Major reform to the UK’s immigration system is needed to stop those without the right to remain in the country from outstaying their welcome, an Essex MP has warned.

During a debate in Parliament yesterday Witham’s Priti Patel raised a case of a Filipino woman in her constituency who had been in the UK since 2006 and had avoided deportation by lodging multiple applications and appeals.

The Conservative MP said that this undermined public confidence in the immigration system and blamed the previous administration for a failure to act, urging the government to introduce new controls.

The Immigration Bill, which started its second reading in the House of Commons, aims to reform the appeal system and close legislative gaps within the European Convention on Human Rights.

The woman from the Philippines has been in the UK since 2006, arriving on a 48-month permit to work in a care home and her husband, family and children had come over and gone to local schools, Ms Patel said.

Despite the rejection of an appeal to remain in the UK the family lodged a further application on human rights grounds in January, which was refused in June, she added.

“The case is now going on and on,” Ms Patel said. “In July, they lodged another appeal, which is still pending. If that appeal is rejected, the family may undertake another appeal and prolong the process even more. Surely that cannot be right?”.

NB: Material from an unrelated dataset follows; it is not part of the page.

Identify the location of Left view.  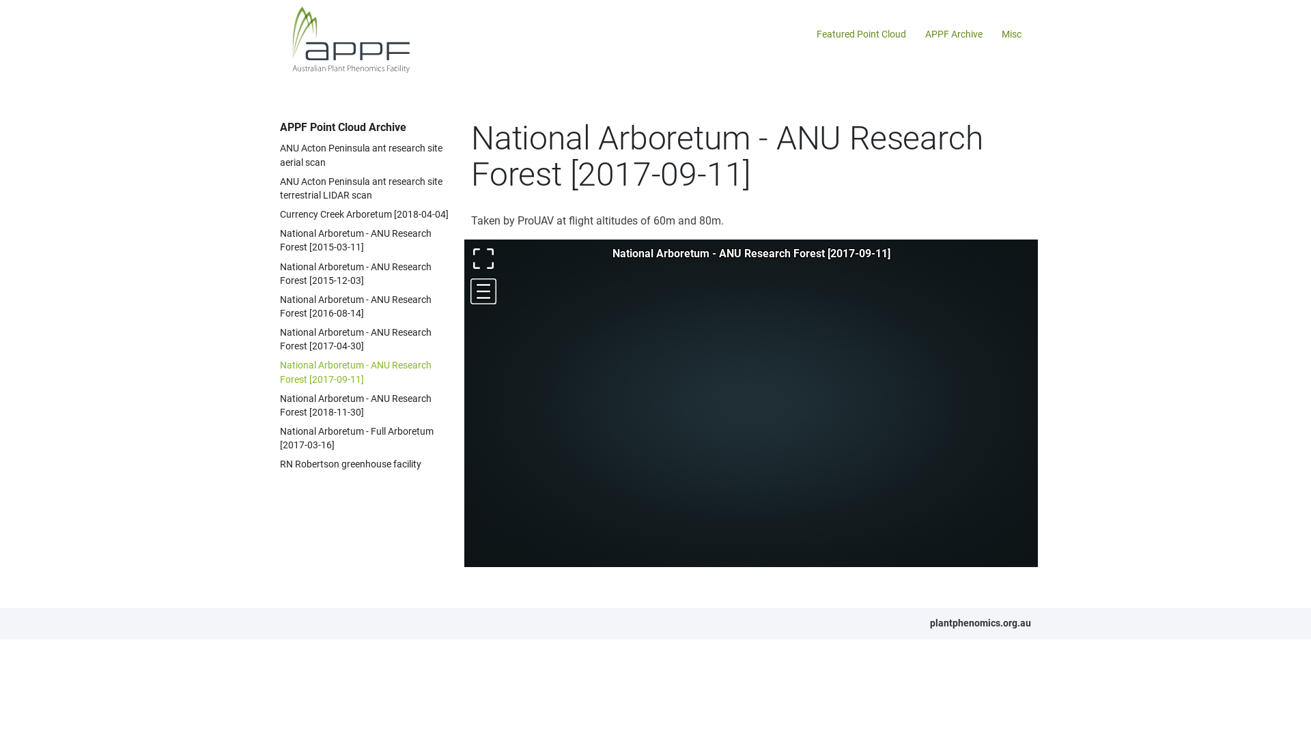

She also highlighted a family from Nigeria who were informed that they should leave the UK two years ago, but embarked on a series of applications and appeals.

Ms Patel said: “Such actions are all about delay and prolonging the process for people who have no right whatever to remain in the country. That undermines public confidence in the immigration system. A stop must be put to repeated applications and appeals.”

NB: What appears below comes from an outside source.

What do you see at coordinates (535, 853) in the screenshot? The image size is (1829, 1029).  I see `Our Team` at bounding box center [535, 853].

During the Westminster Hall debate Ms Patel blamed the previous government for leaving too many cases unresolved.

She also called for further reforms to remove foreign criminals, prisoners and terrorists and reforms to human rights laws.

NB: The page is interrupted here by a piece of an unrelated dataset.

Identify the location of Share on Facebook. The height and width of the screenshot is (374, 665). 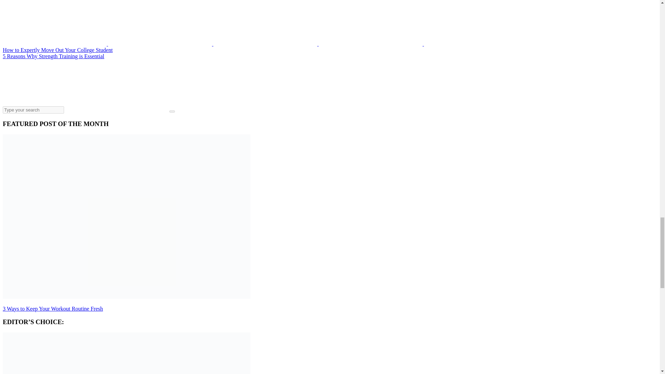
(161, 44).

But she said the government needed to ensure that the UK had an immigration system that “let in wealth creators, entrepreneurs and people who will make a positive contribution to this country, while preventing from coming in, and removing, those who should not be here.”

She told Parliament; “In the run-up to the last general election and during the election in 2010, it was the number one issue raised with me in my constituency—the issue on which my constituents were pressing for action. That is not surprising, because it is a rural constituency in the east of England, so it has many issues with seasonal agricultural workers and migrants coming in.

“My constituents wanted, and are eager to see, a wide range of effective reforms and policies put in place to keep our borders secure and the public safe.”

Answering the debate, immigration minister Mark Harper said: “I fundamentally believe that we should offer asylum to those who are genuinely fleeing persecution, but if the system is to work and to command public confidence, the flip side is that those who we find do not need our protection—and where an independent judge agrees that they do not need our protection—should return to their country of origin.

“We should not have to spend thousands and thousands of pounds of taxpayers’ money detaining those people and enforcing their removal. Everyone who abuses our system in such a way is damaging the interests of genuine refugees, to whom I want Britain to give a warm welcome and to enable them to rebuild their lives.”